Japan: Tsuruga Nuclear Plant May Have Been Built On Active Fault And Could Be ‘Disqualified’

Active faults may force Tsuruga atomic plant to be ‘disqualified’ (Mainichi/Kyodo News, April 25, 2012):

TSURUGA (Kyodo) — The Tsuruga nuclear plant of Japan Atomic Power Co. in Fukui Prefecture could be “disqualified” as a fault running under it and soft earth layers may have moved together in the distant past, nuclear power regulatory agency officials said Tuesday.

It is unusual for government officials to point out the possibility that a nuclear power plant is faced with such a fundamental problem. The state does not allow a reactor building or other key nuclear facilities on an active fault or a fault that could move along with it.

If the risk that it could move along with an active fault is confirmed, the two-reactor Tsuruga plant could be decommissioned.

The Nuclear and Industrial Safety Agency under the Ministry of Economy, Trade and Industry has decided to call for Japan Atomic Power to immediately conduct an investigation, saying it cannot judge the plant’s safety until the result of the new investigation is known.

The decision follows a report by a team of 10 agency officials and members of its expert panel who examined faults running under the plant’s premises, including one fault stretching 35 kilometers called Urazoko. Also under the premises are around 160 soft fractured zones.

“It is highly likely that the fractured zones moved in a new period given features of the strata,” said one expert. “They may have moved along with movements of the Urazoko Fault.”

The fault is believed to have moved sometime in a period not more than 4,500 years ago.

The layers are “typical” fractured zones created by movements of active faults, said Yuichi Sugiyama, a senior researcher at the National Institute of Advanced Industrial Science and Technology affiliated with the agency.

Researchers on active faults have long pointed out the danger the fractured zones and the Urazoko Fault could pose but Japan Atomic Power said when it applied for building two more reactors in 2004 that Urazoko is not an active fault.

Urazoko was confirmed an active after Takashi Nakata, professor emeritus at Hiroshima University, and others pointed out in 2008 errors in Japan Atomic Power’s research.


• INSTRUCTIONS FOR THE TASK: Drop the pictures and extract exactly the lines from the one that contains "Enumerate the UI" through the end of the material.

• DATASET RECORDS:
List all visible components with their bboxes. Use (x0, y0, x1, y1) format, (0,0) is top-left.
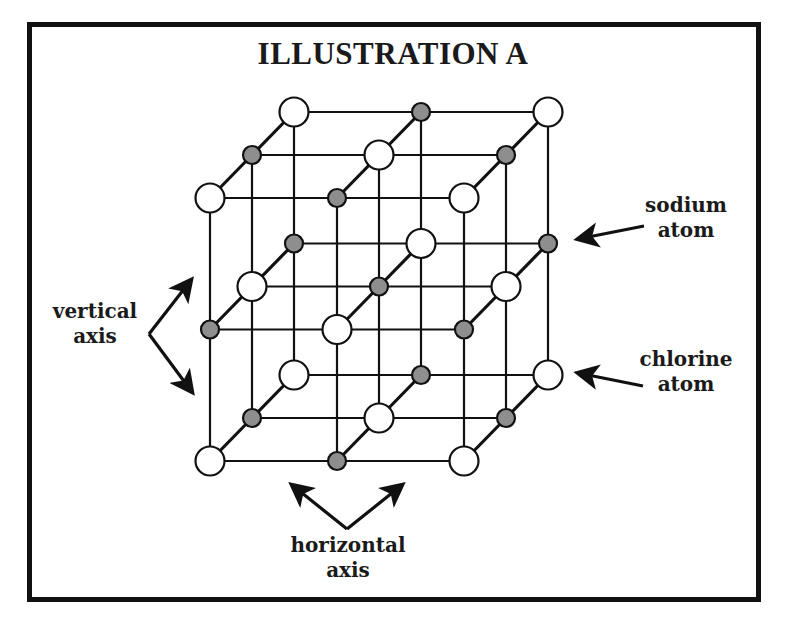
vertical-label-line2: axis (40, 324, 150, 349)
chlorine-atom-icon (365, 404, 394, 433)
sodium-atom-icon (243, 409, 261, 427)
chlorine-atom-icon (534, 98, 563, 127)
chlorine-atom-icon (323, 315, 352, 344)
chlorine-label-line1: chlorine (626, 347, 746, 372)
chlorine-atom-icon (238, 272, 267, 301)
vertical-axis-arrow-icon (149, 280, 192, 392)
chlorine-atom-icon (450, 184, 479, 213)
sodium-atom-label: sodium atom (626, 193, 746, 243)
vertical-label-line1: vertical (40, 299, 150, 324)
sodium-atom-icon (412, 103, 430, 121)
horizontal-axis-arrow-icon (292, 485, 402, 529)
sodium-atom-icon (497, 146, 515, 164)
sodium-atom-icon (497, 409, 515, 427)
sodium-label-line2: atom (626, 218, 746, 243)
chlorine-atom-icon (196, 447, 225, 476)
sodium-atom-icon (328, 452, 346, 470)
chlorine-atom-icon (407, 229, 436, 258)
horizontal-axis-label: horizontal axis (277, 533, 419, 583)
sodium-atom-icon (285, 235, 303, 253)
lattice-atoms (196, 98, 563, 476)
sodium-label-line1: sodium (626, 193, 746, 218)
chlorine-atom-icon (534, 361, 563, 390)
horizontal-label-line1: horizontal (277, 533, 419, 558)
chlorine-atom-icon (280, 98, 309, 127)
chlorine-atom-icon (492, 272, 521, 301)
sodium-atom-icon (539, 235, 557, 253)
vertical-axis-label: vertical axis (40, 299, 150, 349)
sodium-atom-icon (201, 321, 219, 339)
sodium-atom-icon (455, 321, 473, 339)
chlorine-atom-icon (280, 361, 309, 390)
sodium-atom-icon (243, 146, 261, 164)
horizontal-label-line2: axis (277, 558, 419, 583)
chlorine-atom-icon (196, 184, 225, 213)
chlorine-label-line2: atom (626, 372, 746, 397)
chlorine-atom-label: chlorine atom (626, 347, 746, 397)
sodium-atom-icon (370, 278, 388, 296)
sodium-atom-icon (328, 189, 346, 207)
chlorine-atom-icon (450, 447, 479, 476)
sodium-atom-icon (412, 366, 430, 384)
chlorine-atom-icon (365, 141, 394, 170)
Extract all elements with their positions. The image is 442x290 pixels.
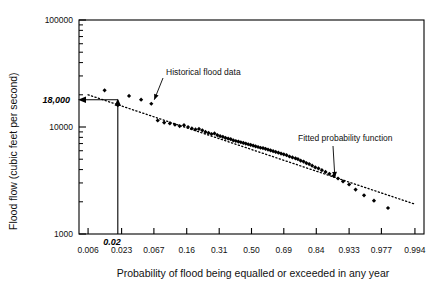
x-tick-label: 0.977 [371, 245, 393, 255]
annotation-fitted-probability-function: Fitted probability function [298, 133, 393, 143]
y-axis-highlight-label: 18,000 [42, 95, 70, 105]
flood-frequency-chart: 100010000100000 0.0060.0230.0670.160.310… [0, 0, 442, 290]
chart-canvas: 100010000100000 0.0060.0230.0670.160.310… [0, 0, 442, 290]
x-tick-label: 0.50 [243, 245, 260, 255]
annotation-historical-flood-data: Historical flood data [166, 67, 241, 77]
y-tick-label: 10000 [49, 122, 73, 132]
x-axis-highlight-label: 0.02 [103, 237, 121, 247]
x-axis-title: Probability of flood being equalled or e… [117, 267, 390, 279]
x-tick-label: 0.067 [143, 245, 165, 255]
x-tick-label: 0.994 [404, 245, 426, 255]
x-tick-label: 0.69 [276, 245, 293, 255]
x-tick-label: 0.006 [77, 245, 99, 255]
y-axis-title: Flood flow (cubic feet per second) [7, 72, 19, 230]
x-tick-label: 0.84 [308, 245, 325, 255]
x-tick-label: 0.16 [178, 245, 195, 255]
y-tick-label: 100000 [45, 15, 74, 25]
x-axis-tick-labels: 0.0060.0230.0670.160.310.500.690.840.933… [77, 245, 425, 255]
x-tick-label: 0.933 [338, 245, 360, 255]
y-tick-label: 1000 [54, 229, 73, 239]
x-tick-label: 0.31 [211, 245, 228, 255]
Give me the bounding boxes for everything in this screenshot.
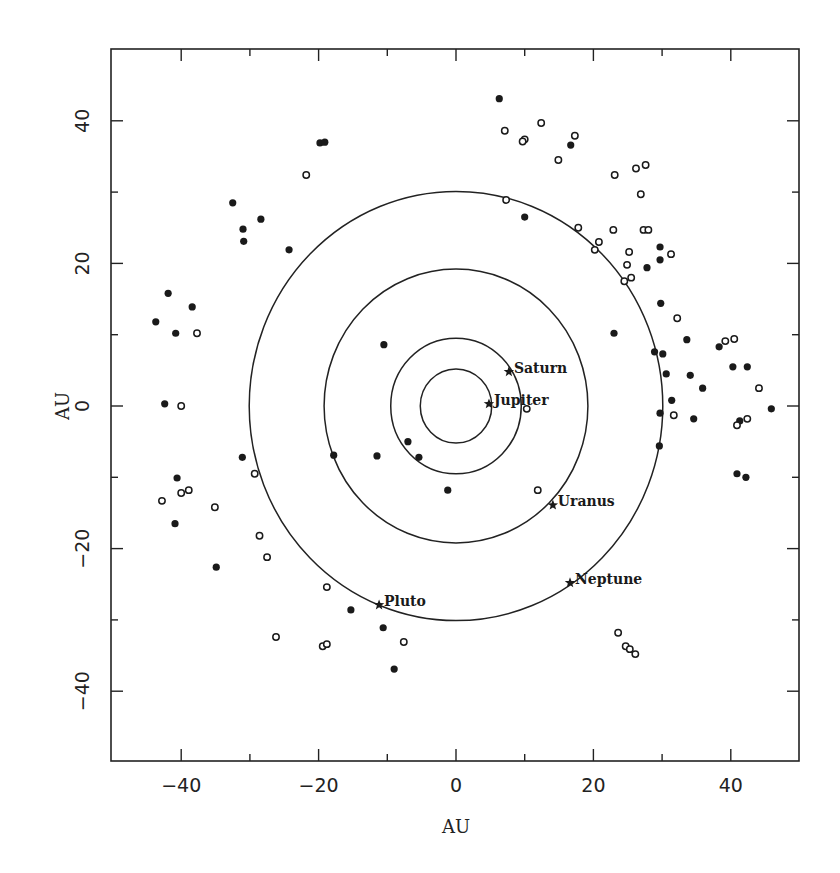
filled-point-marker <box>391 665 398 672</box>
x-tick-label: 40 <box>719 774 743 796</box>
open-point-marker <box>212 504 218 510</box>
filled-point-marker <box>380 624 387 631</box>
open-point-marker <box>668 251 674 257</box>
filled-point-marker <box>657 300 664 307</box>
open-point-marker <box>671 412 677 418</box>
open-point-marker <box>621 278 627 284</box>
y-tick-label: 40 <box>71 109 93 133</box>
filled-point-marker <box>347 606 354 613</box>
filled-point-marker <box>643 264 650 271</box>
filled-point-marker <box>683 336 690 343</box>
open-point-marker <box>273 634 279 640</box>
open-point-marker <box>615 630 621 636</box>
x-tick-label: 0 <box>450 774 462 796</box>
filled-point-marker <box>173 474 180 481</box>
open-point-marker <box>303 172 309 178</box>
filled-point-marker <box>171 520 178 527</box>
open-point-marker <box>535 487 541 493</box>
open-point-marker <box>624 262 630 268</box>
open-point-marker <box>627 646 633 652</box>
y-tick-label: 20 <box>71 251 93 275</box>
open-point-marker <box>252 471 258 477</box>
filled-point-marker <box>716 343 723 350</box>
y-tick-label: −40 <box>71 671 93 711</box>
filled-point-marker <box>172 330 179 337</box>
filled-point-marker <box>415 454 422 461</box>
open-point-marker <box>264 554 270 560</box>
open-point-marker <box>401 639 407 645</box>
filled-point-marker <box>656 256 663 263</box>
filled-point-marker <box>610 330 617 337</box>
filled-point-marker <box>257 216 264 223</box>
open-point-marker <box>611 172 617 178</box>
planet-label: Pluto <box>384 593 426 609</box>
open-point-marker <box>555 157 561 163</box>
open-point-marker <box>502 128 508 134</box>
filled-point-marker <box>744 363 751 370</box>
planet-markers: JupiterSaturnUranusNeptunePluto <box>374 360 643 610</box>
orbit-circle <box>249 191 663 620</box>
open-point-marker <box>756 385 762 391</box>
x-tick-label: 20 <box>581 774 605 796</box>
filled-point-marker <box>656 410 663 417</box>
filled-point-marker <box>733 470 740 477</box>
filled-point-marker <box>404 438 411 445</box>
filled-point-marker <box>152 318 159 325</box>
filled-point-marker <box>161 400 168 407</box>
axis-tick-labels: −40−2002040−40−2002040 <box>71 109 743 796</box>
orbit-circle <box>420 369 491 443</box>
open-point-marker <box>538 120 544 126</box>
filled-point-marker <box>240 238 247 245</box>
filled-point-marker <box>687 372 694 379</box>
filled-point-marker <box>213 564 220 571</box>
filled-point-marker <box>690 415 697 422</box>
filled-point-marker <box>330 452 337 459</box>
open-point-marker <box>744 416 750 422</box>
x-tick-label: −20 <box>299 774 339 796</box>
plot-frame <box>111 49 799 761</box>
filled-point-marker <box>229 199 236 206</box>
filled-point-marker <box>239 454 246 461</box>
open-point-marker <box>572 133 578 139</box>
open-point-marker <box>256 533 262 539</box>
planet-star-icon <box>548 500 559 510</box>
filled-point-marker <box>699 385 706 392</box>
filled-point-marker <box>239 226 246 233</box>
planet-label: Saturn <box>514 360 567 376</box>
open-point-marker <box>159 498 165 504</box>
axis-ticks <box>111 49 799 761</box>
planet-star-icon <box>374 599 385 609</box>
orbit-circles <box>249 191 663 620</box>
open-point-marker <box>592 247 598 253</box>
open-point-marker <box>734 422 740 428</box>
open-point-marker <box>596 239 602 245</box>
filled-point-marker <box>656 243 663 250</box>
planet-label: Jupiter <box>492 392 549 408</box>
filled-point-marker <box>496 95 503 102</box>
x-axis-title: AU <box>441 816 470 837</box>
open-point-marker <box>324 641 330 647</box>
filled-markers <box>152 95 775 673</box>
planet-star-icon <box>484 398 495 408</box>
open-point-marker <box>610 227 616 233</box>
open-point-marker <box>626 249 632 255</box>
filled-point-marker <box>729 363 736 370</box>
filled-point-marker <box>768 405 775 412</box>
filled-point-marker <box>321 139 328 146</box>
open-point-marker <box>638 191 644 197</box>
filled-point-marker <box>668 397 675 404</box>
open-point-marker <box>642 162 648 168</box>
open-point-marker <box>575 225 581 231</box>
open-point-marker <box>722 338 728 344</box>
y-axis-title: AU <box>52 392 73 421</box>
filled-point-marker <box>656 442 663 449</box>
y-tick-label: 0 <box>71 400 93 412</box>
open-point-marker <box>628 274 634 280</box>
open-point-marker <box>519 138 525 144</box>
open-point-marker <box>674 315 680 321</box>
filled-point-marker <box>567 141 574 148</box>
filled-point-marker <box>189 303 196 310</box>
scatter-chart: JupiterSaturnUranusNeptunePluto −40−2002… <box>0 0 840 873</box>
open-point-marker <box>324 584 330 590</box>
planet-label: Neptune <box>575 571 642 587</box>
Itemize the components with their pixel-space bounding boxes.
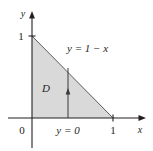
lower-boundary-equation-label: y = 0 xyxy=(55,124,80,136)
origin-tick-label: 0 xyxy=(19,124,25,136)
x-tick-label-1: 1 xyxy=(110,124,116,136)
x-axis-label: x xyxy=(137,124,143,135)
region-label-D: D xyxy=(41,82,50,94)
y-axis-label: y xyxy=(20,8,26,19)
x-axis-arrow-icon xyxy=(139,115,147,121)
y-axis-arrow-icon xyxy=(29,11,35,19)
upper-boundary-equation-label: y = 1 − x xyxy=(66,42,108,54)
math-figure: y x 0 1 1 y = 1 − x D y = 0 xyxy=(0,0,153,151)
figure-canvas: y x 0 1 1 y = 1 − x D y = 0 xyxy=(0,0,153,151)
y-tick-label-1: 1 xyxy=(18,30,24,42)
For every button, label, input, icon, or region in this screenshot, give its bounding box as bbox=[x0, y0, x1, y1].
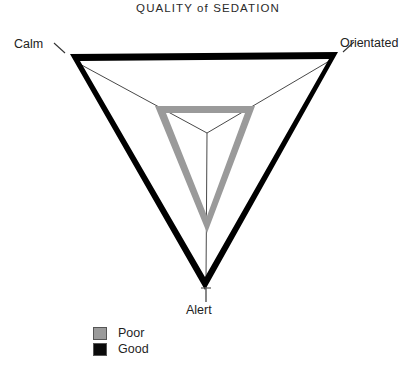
chart-legend: Poor Good bbox=[93, 325, 149, 357]
tick-calm bbox=[54, 43, 65, 53]
legend-item-good: Good bbox=[93, 341, 149, 357]
quality-of-sedation-chart: QUALITY of SEDATION Calm Orientated Aler… bbox=[0, 0, 416, 366]
legend-label-good: Good bbox=[118, 342, 149, 357]
legend-swatch-good bbox=[93, 343, 107, 356]
legend-swatch-poor bbox=[93, 327, 107, 340]
legend-label-poor: Poor bbox=[118, 326, 144, 341]
legend-item-poor: Poor bbox=[93, 325, 149, 341]
series-good-triangle bbox=[70, 52, 338, 290]
axis-label-orientated: Orientated bbox=[340, 36, 398, 50]
axis-ticks bbox=[54, 42, 354, 302]
series-poor-triangle bbox=[155, 106, 255, 233]
axis-spoke-alert bbox=[206, 133, 207, 280]
axis-label-alert: Alert bbox=[186, 303, 212, 317]
axis-spokes bbox=[76, 60, 331, 280]
axis-label-calm: Calm bbox=[14, 37, 43, 51]
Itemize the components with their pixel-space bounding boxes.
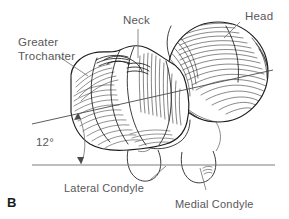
figure-panel-b: 12° Greater Trochanter Neck Head Lateral… xyxy=(0,0,289,219)
head-left-seam xyxy=(167,26,171,58)
femur-illustration xyxy=(71,22,269,183)
lateral-condyle-arc xyxy=(127,150,161,181)
angle-arrow-bottom xyxy=(77,157,84,164)
label-lateral-condyle: Lateral Condyle xyxy=(64,182,144,194)
medial-condyle-shading xyxy=(203,166,212,174)
medial-condyle-leader xyxy=(200,168,206,190)
label-neck: Neck xyxy=(123,14,150,26)
lateral-condyle-leader xyxy=(150,166,166,180)
label-medial-condyle: Medial Condyle xyxy=(175,198,254,210)
medial-condyle-arc xyxy=(181,151,216,183)
panel-letter: B xyxy=(7,195,16,210)
label-head: Head xyxy=(245,10,273,22)
label-greater-trochanter-line1: Greater xyxy=(18,36,58,48)
label-greater-trochanter-line2: Trochanter xyxy=(18,50,75,62)
head-to-condyle-connector xyxy=(216,122,221,151)
angle-value-label: 12° xyxy=(36,136,54,148)
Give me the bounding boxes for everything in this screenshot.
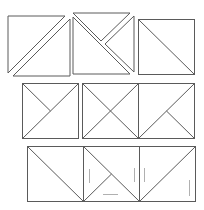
half-diagonal [84, 174, 112, 202]
diagonal [140, 147, 196, 202]
row-2 [23, 84, 195, 139]
row-3 [28, 147, 196, 202]
figure-3-3 [140, 147, 196, 202]
figure-1-3 [139, 20, 195, 75]
top-triangle [73, 13, 130, 41]
upper-left-triangle [8, 16, 65, 73]
lower-right-triangle [13, 19, 70, 76]
lower-left-triangle [73, 17, 130, 74]
half-diagonal [167, 111, 195, 139]
figure-3-1 [28, 147, 84, 202]
figure-1-2 [73, 13, 134, 74]
figure-2-1 [23, 84, 79, 139]
figure-2-2 [83, 84, 139, 139]
figure-1-1 [8, 16, 70, 76]
half-diagonal [23, 84, 51, 112]
diagonal [139, 20, 195, 75]
figure-2-3 [139, 84, 195, 139]
diagonal [28, 147, 84, 202]
puzzle-diagram [0, 0, 204, 210]
row-1 [8, 13, 195, 76]
figure-3-2 [84, 147, 140, 202]
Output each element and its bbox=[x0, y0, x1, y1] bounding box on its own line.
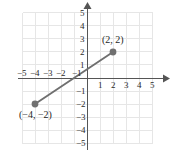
x-tick-label-neg5: −5 bbox=[17, 69, 27, 78]
y-tick-label-pos1: 1 bbox=[80, 61, 85, 70]
x-tick-label-pos1: 1 bbox=[98, 81, 103, 90]
y-tick-label-pos5: 5 bbox=[80, 9, 85, 18]
point-label-lower-left: (−4, −2) bbox=[19, 110, 52, 120]
x-axis-arrow-icon bbox=[163, 75, 170, 83]
y-tick-label-neg3: −3 bbox=[76, 113, 86, 122]
point-marker-upper-right bbox=[110, 49, 117, 56]
x-tick-label-pos3: 3 bbox=[124, 81, 129, 90]
x-tick-label-pos2: 2 bbox=[111, 81, 116, 90]
x-tick-label-neg2: −2 bbox=[56, 69, 66, 78]
y-tick-label-neg5: −5 bbox=[76, 139, 86, 148]
x-tick-label-neg1: −1 bbox=[72, 69, 82, 78]
coordinate-plane-figure: −5 −4 −3 −2 −1 1 2 3 4 5 5 4 3 2 1 −1 −2… bbox=[0, 0, 171, 155]
y-tick-label-pos4: 4 bbox=[80, 22, 85, 31]
x-tick-label-pos5: 5 bbox=[150, 81, 155, 90]
x-tick-label-neg3: −3 bbox=[43, 69, 53, 78]
y-tick-label-pos3: 3 bbox=[80, 35, 85, 44]
y-tick-label-neg2: −2 bbox=[76, 100, 86, 109]
x-axis bbox=[18, 75, 170, 83]
point-marker-lower-left bbox=[32, 101, 39, 108]
x-tick-label-pos4: 4 bbox=[137, 81, 142, 90]
y-tick-label-neg4: −4 bbox=[76, 126, 86, 135]
y-tick-label-neg1: −1 bbox=[76, 87, 86, 96]
point-label-upper-right: (2, 2) bbox=[102, 35, 124, 45]
x-tick-label-neg4: −4 bbox=[30, 69, 40, 78]
y-tick-label-pos2: 2 bbox=[80, 48, 85, 57]
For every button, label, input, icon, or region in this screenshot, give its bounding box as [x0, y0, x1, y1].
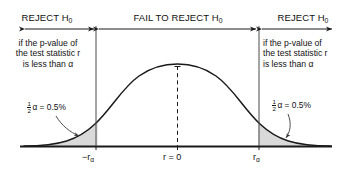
left-region-heading: REJECT H0: [12, 12, 82, 24]
right-region-heading-subscript: 0: [325, 17, 329, 24]
right-alpha-annotation: 12α = 0.5%: [272, 99, 311, 113]
left-region-heading-subscript: 0: [69, 17, 73, 24]
left-region-heading-text: REJECT H: [22, 12, 69, 23]
right-region-body-line-1: if the p-value of: [263, 38, 347, 48]
left-alpha-leader-line: [56, 116, 79, 136]
right-region-body: if the p-value of the test statistic r i…: [263, 38, 347, 69]
right-alpha-leader-line: [286, 114, 290, 138]
left-alpha-fraction: 12: [27, 101, 31, 115]
center-region-heading-text: FAIL TO REJECT H: [133, 12, 218, 23]
right-region-body-line-2: the test statistic r: [263, 48, 347, 58]
diagram-canvas: [0, 0, 350, 172]
left-region-body: if the p-value of the test statistic r i…: [4, 38, 92, 69]
axis-label-negative-r-alpha: −rα: [82, 152, 94, 162]
center-region-heading: FAIL TO REJECT H0: [112, 12, 244, 24]
left-alpha-text: α = 0.5%: [32, 102, 65, 112]
right-alpha-fraction: 12: [272, 99, 276, 113]
center-region-heading-subscript: 0: [219, 17, 223, 24]
right-region-heading: REJECT H0: [268, 12, 338, 24]
axis-label-negative-r-alpha-sub: α: [90, 156, 94, 163]
left-region-body-line-3: is less than α: [4, 59, 92, 69]
left-alpha-denominator: 2: [27, 108, 31, 114]
right-region-body-line-3: is less than α: [263, 59, 347, 69]
axis-label-r-zero-main: r = 0: [163, 152, 181, 162]
axis-label-positive-r-alpha: rα: [253, 152, 260, 162]
hypothesis-test-diagram: REJECT H0 if the p-value of the test sta…: [0, 0, 350, 172]
left-region-body-line-1: if the p-value of: [4, 38, 92, 48]
axis-label-positive-r-alpha-sub: α: [256, 156, 260, 163]
right-alpha-denominator: 2: [272, 106, 276, 112]
right-alpha-text: α = 0.5%: [277, 100, 310, 110]
axis-label-r-zero: r = 0: [163, 152, 181, 162]
left-region-body-line-2: the test statistic r: [4, 48, 92, 58]
right-region-heading-text: REJECT H: [278, 12, 325, 23]
left-alpha-annotation: 12α = 0.5%: [27, 101, 66, 115]
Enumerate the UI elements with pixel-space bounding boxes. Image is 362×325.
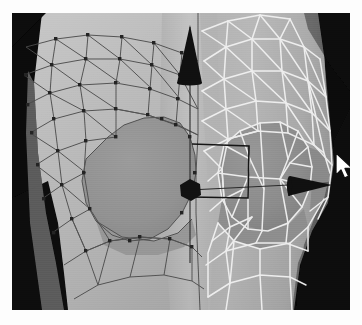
viewport-canvas[interactable] bbox=[12, 13, 350, 310]
gizmo-x-cone-base bbox=[287, 176, 292, 196]
gizmo-y-cone-base bbox=[177, 80, 202, 85]
viewport-3d[interactable] bbox=[12, 13, 350, 310]
application-root: Edit Mode — Face Select Move / Translate… bbox=[0, 0, 362, 325]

• SOLUTION TO THE PROBLEM:
Enumerate the UI elements with pixel-space bounding boxes. Image is 362×325.
viewport-canvas[interactable] bbox=[12, 13, 350, 310]
gizmo-x-cone-base bbox=[287, 176, 292, 196]
gizmo-y-cone-base bbox=[177, 80, 202, 85]
viewport-3d[interactable] bbox=[12, 13, 350, 310]
application-root: Edit Mode — Face Select Move / Translate… bbox=[0, 0, 362, 325]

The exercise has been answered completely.